In announcing its new contract with educators, signed last month, Oak Park and River Forest High School said teachers would get on average 4 percent raises in each of the five years of the new contract.
However, individual raises vary greatly. Some teachers’ raises will average closer to 10 percent each year, according to a Wednesday Journal analysis.
The school looks to hire new teachers with a master’s degree and five years’ experience. Such a teacher hired last year, who now earns $56,324, would make $84,035 in the last year of the contract, 2011-12. That’s an increase of 49.2 percent.
But one segment of the salary schedule doesn’t give a complete picture of raises across the span of the district’s 225 teachers, said Cheryl Witham, OPRF’s chief financial officer.
“The cost of the schedule depends largely on where people are on the schedule,” she said. That is, there are approximately 50 teachers at OPRF with five or fewer years of experience, where raises are higher. The salary schedule is designed to give better raises to teachers making less money, and lower raises to those who make more.
Better raises earlier in a teacher’s career are justified, said Paul Noble, the lead negotiator for the OPRF teachers union on the recently approved contract. Younger teachers improve more with each year of experience than older teachers do, he said.
“How much better am I at my 30th year than at my 29th year?” Noble asked rhetorically.
A teacher with a Ph.D. and 25 years of experience, who now makes $109,268, would make $137,037 in 2011-12, an increase of about 25 percent, or roughly 5 percent each year.
Fifty-three OPRF teachers have 20 or more years of experience.
And roughly 25 teachers will have lower raises because they’ve maxed out the raises given for experience. That cap is different for each level of education reached: 11 years for teachers with a bachelor’s degree, 18 years for those with a master’s degree, and 30 years for those with a master’s degree plus 30 additional credits.
Witham said the contract fits into the district’s five-year financial plan when viewed together with changes to teachers’ benefits. “For instance, although salaries are higher, the retirement and health care costs will be much less,” she wrote in an e-mail.
Still, the salary raises come at a time in the village when other bodies are cutting back to keep property taxes from rising any further. If OPRF had limited teachers to annual raises of 3.5 percent, the school would have saved approximately $25,000 to $50,000 per teacher for most teachers over the life of the contract.
That savings would come at the cost of attracting teachers, educators say. “It’s a market” for teaching talent, Noble said.
Witham does not know what the exact overall cost will be for the new contract because it adds new “lanes,” which reward teachers for gaining credits toward advanced degrees. More lanes mean more raises, but the raises are smaller, Witham said.
The structure of the high school’s salary schedule-typical for districts across the country, Witham said-rewards teachers three ways. First, the raises awarded in the contract apply to every teacher. Step increases award experience and seniority, while lanes award adding education. Roughly 25 OPRF teachers have reached the end of their step increases and can get raises only when a new contract is negotiated or by adding education credits.
Study questions assumptions
That system was called into question by a study issued in January by the Manhattan Institute, a think tank aimed at developing “new ideas that foster greater economic choice and individual responsibility.”
“Evidence suggests that the way we pay teachers is more important than simply what they take home,” Jay P. Greene, the study’s author, wrote in a letter to the Wall Street Journal in February. Greene said that neither seniority nor the number of added credits “has much to do with student improvement,” but that giving performance-based bonuses did improve students’ learning.
“We found that a Little Rock [Ark.] program providing bonuses to teachers based on student gains on standardized tests substantially increased math proficiency,” he wrote. “Researchers at the University of Florida recently found similar results in a nationwide evaluation.”
Noble said teachers might be willing to discuss a merit-based system, but he expected teachers would be suspect of the accuracy of a system that purports to measure teaching success.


*TASK REQUIREMENTS*
Could you retype all of the records exactly, leaving out every picture?
==*==
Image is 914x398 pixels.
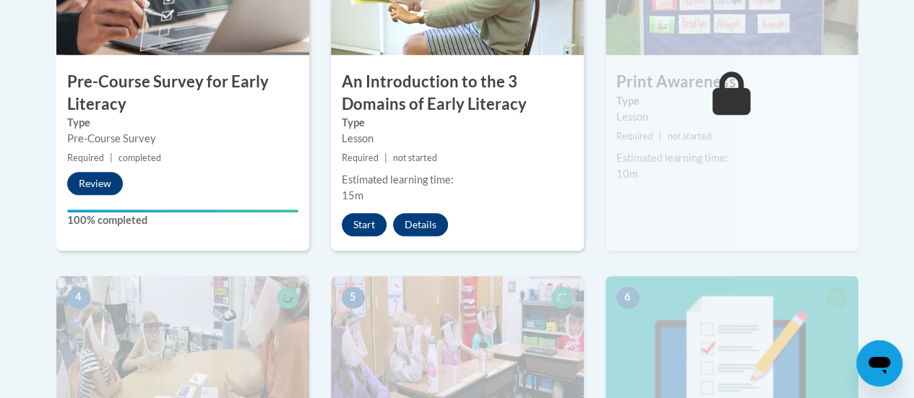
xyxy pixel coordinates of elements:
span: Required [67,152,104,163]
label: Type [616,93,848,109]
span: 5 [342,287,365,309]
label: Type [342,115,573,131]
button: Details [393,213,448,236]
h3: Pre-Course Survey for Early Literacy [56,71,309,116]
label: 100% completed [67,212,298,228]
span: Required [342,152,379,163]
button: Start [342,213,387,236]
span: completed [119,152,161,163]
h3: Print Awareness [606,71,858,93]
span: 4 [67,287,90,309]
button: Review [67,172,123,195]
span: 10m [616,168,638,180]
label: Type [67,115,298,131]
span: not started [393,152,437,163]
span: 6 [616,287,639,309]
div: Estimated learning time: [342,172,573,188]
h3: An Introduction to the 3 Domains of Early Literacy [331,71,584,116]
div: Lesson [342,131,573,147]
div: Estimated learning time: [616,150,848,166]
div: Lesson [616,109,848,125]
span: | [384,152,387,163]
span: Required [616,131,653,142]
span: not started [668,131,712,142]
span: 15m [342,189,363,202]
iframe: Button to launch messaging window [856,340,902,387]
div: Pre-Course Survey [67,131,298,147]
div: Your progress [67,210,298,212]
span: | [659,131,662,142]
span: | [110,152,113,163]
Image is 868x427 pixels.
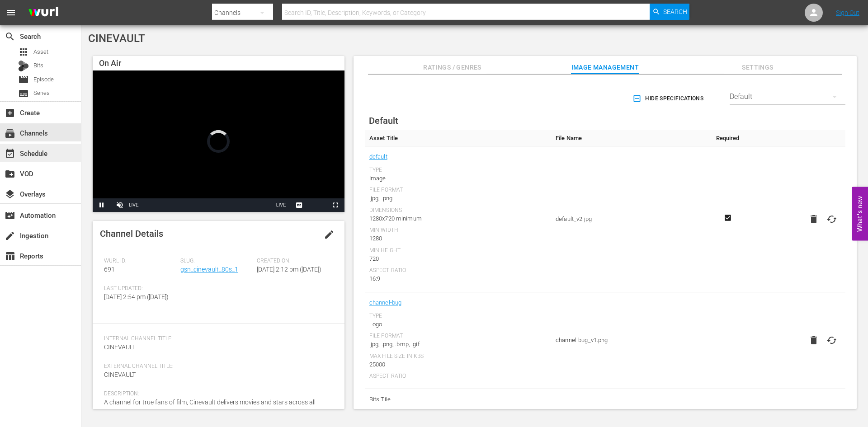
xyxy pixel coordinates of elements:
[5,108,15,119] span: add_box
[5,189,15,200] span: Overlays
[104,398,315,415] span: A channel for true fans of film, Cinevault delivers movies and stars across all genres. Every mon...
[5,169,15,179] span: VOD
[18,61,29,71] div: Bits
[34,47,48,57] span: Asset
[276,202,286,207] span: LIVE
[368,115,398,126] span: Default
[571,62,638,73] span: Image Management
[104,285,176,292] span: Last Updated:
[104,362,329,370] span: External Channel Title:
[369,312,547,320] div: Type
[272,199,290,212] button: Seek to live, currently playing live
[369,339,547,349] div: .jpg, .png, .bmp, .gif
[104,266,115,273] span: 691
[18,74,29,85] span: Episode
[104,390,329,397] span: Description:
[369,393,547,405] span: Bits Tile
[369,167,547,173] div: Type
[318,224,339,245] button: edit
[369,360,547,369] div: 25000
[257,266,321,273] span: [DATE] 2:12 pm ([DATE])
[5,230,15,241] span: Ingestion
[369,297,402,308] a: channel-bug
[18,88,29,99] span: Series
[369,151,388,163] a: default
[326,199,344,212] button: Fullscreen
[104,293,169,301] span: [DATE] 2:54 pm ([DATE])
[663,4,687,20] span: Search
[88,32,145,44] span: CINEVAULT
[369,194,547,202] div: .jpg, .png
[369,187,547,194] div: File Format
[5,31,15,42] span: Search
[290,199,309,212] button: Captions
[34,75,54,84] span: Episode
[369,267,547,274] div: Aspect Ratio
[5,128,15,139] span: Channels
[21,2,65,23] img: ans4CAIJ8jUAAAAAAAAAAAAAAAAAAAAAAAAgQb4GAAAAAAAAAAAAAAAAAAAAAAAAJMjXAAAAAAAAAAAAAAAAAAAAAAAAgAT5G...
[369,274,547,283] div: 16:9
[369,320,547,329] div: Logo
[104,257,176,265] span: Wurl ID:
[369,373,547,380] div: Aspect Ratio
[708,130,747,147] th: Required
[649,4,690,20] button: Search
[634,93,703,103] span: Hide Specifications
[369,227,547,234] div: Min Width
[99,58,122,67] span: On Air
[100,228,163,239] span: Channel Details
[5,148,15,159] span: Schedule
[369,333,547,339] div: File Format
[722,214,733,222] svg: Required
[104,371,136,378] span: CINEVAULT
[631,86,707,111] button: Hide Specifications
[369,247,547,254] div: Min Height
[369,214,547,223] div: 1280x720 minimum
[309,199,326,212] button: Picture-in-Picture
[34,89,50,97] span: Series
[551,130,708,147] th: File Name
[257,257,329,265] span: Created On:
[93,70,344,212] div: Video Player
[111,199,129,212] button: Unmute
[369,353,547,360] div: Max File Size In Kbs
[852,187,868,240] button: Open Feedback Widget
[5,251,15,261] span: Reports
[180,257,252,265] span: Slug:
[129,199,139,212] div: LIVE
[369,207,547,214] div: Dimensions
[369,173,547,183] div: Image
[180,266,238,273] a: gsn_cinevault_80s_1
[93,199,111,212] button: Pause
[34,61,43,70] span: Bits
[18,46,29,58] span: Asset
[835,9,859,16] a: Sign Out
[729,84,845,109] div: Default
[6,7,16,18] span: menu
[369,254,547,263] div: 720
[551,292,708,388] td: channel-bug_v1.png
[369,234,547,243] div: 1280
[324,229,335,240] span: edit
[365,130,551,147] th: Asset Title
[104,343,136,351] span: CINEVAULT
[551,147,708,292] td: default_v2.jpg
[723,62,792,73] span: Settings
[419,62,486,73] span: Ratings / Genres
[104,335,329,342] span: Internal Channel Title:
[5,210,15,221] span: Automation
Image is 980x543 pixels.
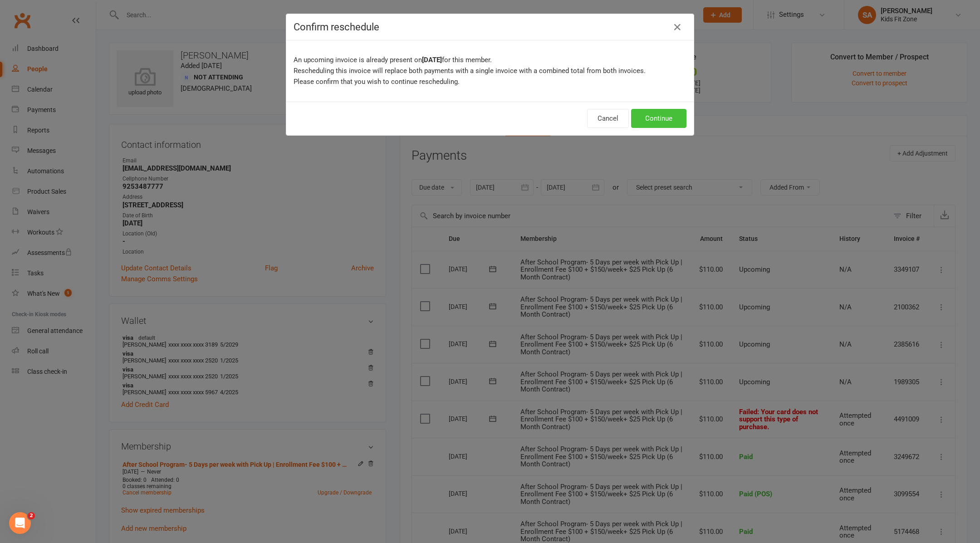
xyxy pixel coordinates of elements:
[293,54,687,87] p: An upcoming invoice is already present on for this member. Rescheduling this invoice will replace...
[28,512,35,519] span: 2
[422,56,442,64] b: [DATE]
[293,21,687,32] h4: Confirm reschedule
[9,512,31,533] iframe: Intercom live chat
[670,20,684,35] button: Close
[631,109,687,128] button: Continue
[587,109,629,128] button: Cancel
==*==
*RESULT FOR THIS TASK*
Image is 914x398 pixels.
xyxy pixel coordinates of elements:
span: Required [67,152,104,163]
label: Type [616,93,848,109]
span: 5 [342,287,365,309]
label: Type [342,115,573,131]
button: Details [393,213,448,236]
h3: Pre-Course Survey for Early Literacy [56,71,309,116]
label: 100% completed [67,212,298,228]
span: Required [342,152,379,163]
button: Start [342,213,387,236]
span: completed [119,152,161,163]
h3: Print Awareness [606,71,858,93]
span: 4 [67,287,90,309]
button: Review [67,172,123,195]
span: 10m [616,168,638,180]
label: Type [67,115,298,131]
span: not started [393,152,437,163]
span: 6 [616,287,639,309]
div: Estimated learning time: [342,172,573,188]
h3: An Introduction to the 3 Domains of Early Literacy [331,71,584,116]
div: Lesson [342,131,573,147]
div: Estimated learning time: [616,150,848,166]
div: Lesson [616,109,848,125]
span: | [384,152,387,163]
span: Required [616,131,653,142]
span: not started [668,131,712,142]
span: 15m [342,189,363,202]
iframe: Button to launch messaging window [856,340,902,387]
div: Pre-Course Survey [67,131,298,147]
div: Your progress [67,210,298,212]
span: | [659,131,662,142]
span: | [110,152,113,163]
Image is 868x427 pixels.
xyxy pixel coordinates of elements:
[5,108,15,119] span: add_box
[5,189,15,200] span: Overlays
[104,398,315,415] span: A channel for true fans of film, Cinevault delivers movies and stars across all genres. Every mon...
[5,169,15,179] span: VOD
[18,61,29,71] div: Bits
[34,47,48,57] span: Asset
[276,202,286,207] span: LIVE
[368,115,398,126] span: Default
[571,62,638,73] span: Image Management
[104,285,176,292] span: Last Updated:
[104,362,329,370] span: External Channel Title:
[369,312,547,320] div: Type
[272,199,290,212] button: Seek to live, currently playing live
[369,339,547,349] div: .jpg, .png, .bmp, .gif
[104,266,115,273] span: 691
[18,74,29,85] span: Episode
[104,390,329,397] span: Description:
[369,393,547,405] span: Bits Tile
[369,167,547,173] div: Type
[318,224,339,245] button: edit
[369,360,547,369] div: 25000
[257,266,321,273] span: [DATE] 2:12 pm ([DATE])
[5,230,15,241] span: Ingestion
[369,297,402,308] a: channel-bug
[18,88,29,99] span: Series
[369,151,388,163] a: default
[326,199,344,212] button: Fullscreen
[104,293,169,301] span: [DATE] 2:54 pm ([DATE])
[663,4,687,20] span: Search
[88,32,145,44] span: CINEVAULT
[369,194,547,202] div: .jpg, .png
[369,187,547,194] div: File Format
[5,31,15,42] span: Search
[290,199,309,212] button: Captions
[34,75,54,84] span: Episode
[369,267,547,274] div: Aspect Ratio
[5,128,15,139] span: Channels
[21,2,65,23] img: ans4CAIJ8jUAAAAAAAAAAAAAAAAAAAAAAAAgQb4GAAAAAAAAAAAAAAAAAAAAAAAAJMjXAAAAAAAAAAAAAAAAAAAAAAAAgAT5G...
[369,274,547,283] div: 16:9
[369,320,547,329] div: Logo
[104,257,176,265] span: Wurl ID:
[369,373,547,380] div: Aspect Ratio
[708,130,747,147] th: Required
[649,4,690,20] button: Search
[634,93,703,103] span: Hide Specifications
[369,227,547,234] div: Min Width
[99,58,122,67] span: On Air
[100,228,163,239] span: Channel Details
[5,148,15,159] span: Schedule
[369,333,547,339] div: File Format
[722,214,733,222] svg: Required
[104,371,136,378] span: CINEVAULT
[631,86,707,111] button: Hide Specifications
[369,247,547,254] div: Min Height
[369,214,547,223] div: 1280x720 minimum
[309,199,326,212] button: Picture-in-Picture
[34,89,50,97] span: Series
[551,130,708,147] th: File Name
[257,257,329,265] span: Created On:
[93,70,344,212] div: Video Player
[111,199,129,212] button: Unmute
[369,353,547,360] div: Max File Size In Kbs
[852,187,868,240] button: Open Feedback Widget
[5,251,15,261] span: Reports
[180,257,252,265] span: Slug:
[129,199,139,212] div: LIVE
[369,207,547,214] div: Dimensions
[369,173,547,183] div: Image
[180,266,238,273] a: gsn_cinevault_80s_1
[93,199,111,212] button: Pause
[34,61,43,70] span: Bits
[18,46,29,58] span: Asset
[835,9,859,16] a: Sign Out
[729,84,845,109] div: Default
[6,7,16,18] span: menu
[369,254,547,263] div: 720
[551,292,708,388] td: channel-bug_v1.png
[369,234,547,243] div: 1280
[324,229,335,240] span: edit
[365,130,551,147] th: Asset Title
[104,343,136,351] span: CINEVAULT
[551,147,708,292] td: default_v2.jpg
[723,62,792,73] span: Settings
[419,62,486,73] span: Ratings / Genres
[104,335,329,342] span: Internal Channel Title:
[5,210,15,221] span: Automation
Image is 980x543 pixels.
xyxy pixel coordinates of elements:
[293,54,687,87] p: An upcoming invoice is already present on for this member. Rescheduling this invoice will replace...
[28,512,35,519] span: 2
[422,56,442,64] b: [DATE]
[293,21,687,32] h4: Confirm reschedule
[9,512,31,533] iframe: Intercom live chat
[670,20,684,35] button: Close
[631,109,687,128] button: Continue
[587,109,629,128] button: Cancel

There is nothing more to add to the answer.